Recently, the Chamber of Advocates has decided to champion a more cultural cause than those with which it is normally associated.

Though still strictly speaking legal in nature, the merits of the decision taken to restore a surviving copy of the cornerstone of the Maltese legal system are far from being merely academic. Indeed, through this restoration, the chamber has made a tangible, significant contribution to the preservation of our island’s national memory.

The famous Del Dritto Municipale di Malta (Malta, 1784), often affectionately referred to as the Codice de Rohan, is the first proper codification of laws the island ever had. Its predecessor, the Leggi e Costituzioni Prammaticali (Naples, 1724) better known as the Codice de Vilhena, was not a proper codification, but rather a collection of ad hoc legislation brought into force from time to time.

In 1776, Grand Master Emanuel de Rohan Polduc, one of Malta’s more enlightened absolute sovereigns, convened a chapter general during which legislative reform was high on the agenda. De Rohan intended to carry out the necessary reforms through a thorough restructuring of the courts and by revising laws.

Initially, the Grand Master looked beyond our shores for an able jurist to take on the mammoth task.

The last time the book had received some desperately-needed care was in the 1920s

But, following a deeply unfriendly spat between his choice, Giandonato Rogadeo, and the rest of the island, De Rohan turned instead to Federigo Gatto and Antonio Micallef, a professor of civil law at the University of Malta.

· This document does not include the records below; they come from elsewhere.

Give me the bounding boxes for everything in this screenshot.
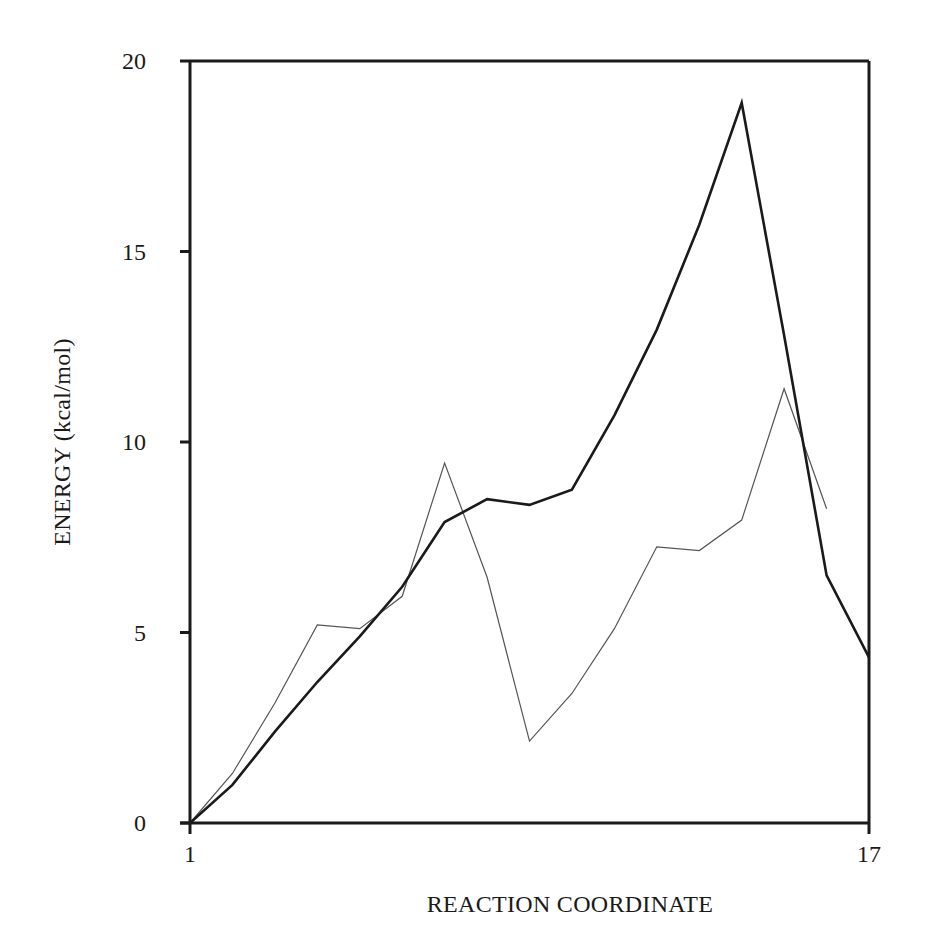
y-tick-label: 20 [122,48,146,74]
dark-energy-curve [190,103,869,823]
y-tick-label: 10 [122,429,146,455]
y-tick-label: 5 [134,620,146,646]
series-layer [190,103,869,823]
x-tick-label: 1 [184,841,196,867]
x-axis-title: REACTION COORDINATE [427,891,713,917]
x-tick-label: 17 [857,841,881,867]
y-tick-label: 0 [134,810,146,836]
x-axis-ticks: 117 [184,823,881,867]
y-axis-ticks: 05101520 [122,48,190,836]
plot-frame [180,61,869,823]
energy-profile-chart: 05101520 117 ENERGY (kcal/mol) REACTION … [0,0,925,945]
y-tick-label: 15 [122,239,146,265]
y-axis-title: ENERGY (kcal/mol) [49,338,75,546]
light-energy-curve [190,389,827,823]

The code includes sections regulating crimes such as homicide and rape, civil matters, and even commercial and maritime affairs. It includes laws on duels and slavery, but did away with the laws on torture still present in the Codice de Vilhena. Hundreds of copies were printed and the Codice, or at least parts of it, were used well into the British occupation of the island, making it one of the most instrumental publications ever printed on our island.

The restoration of the book must have been challenging, to say the least. The last time the book had received some desperately-needed care was in the 1920s when it was inappropriately bound preventing the book from being opened freely and fully. The paper is luckily far from brittle, but suffered greatly from the careless use of sticky tape intended to plug up the considerable wormholes scattered throughout.

The overall poor condition of the book, ironically exacerbated by the repairs, meant that the book had to be taken apart entirely.

The tape was laboriously scraped off the paper and the wormholes painstakingly filled in. Once the pages had been taken care of, the book was reassembled and stitched back together. Finally, it was rebound in dark leather with the Grand Master’s coat of arms stencilled in gold.

Following a decision by the Chamber of Advocates to restore the Library on its premises, members of the Junior Chamber discovered this copy of the ‘Code de Rohan’ whilst volunteering to catalogue the books. On their initiative a sponsor was sourced and this project was possible thanks to the generous financial support of Camilleri Preziosi Advocates.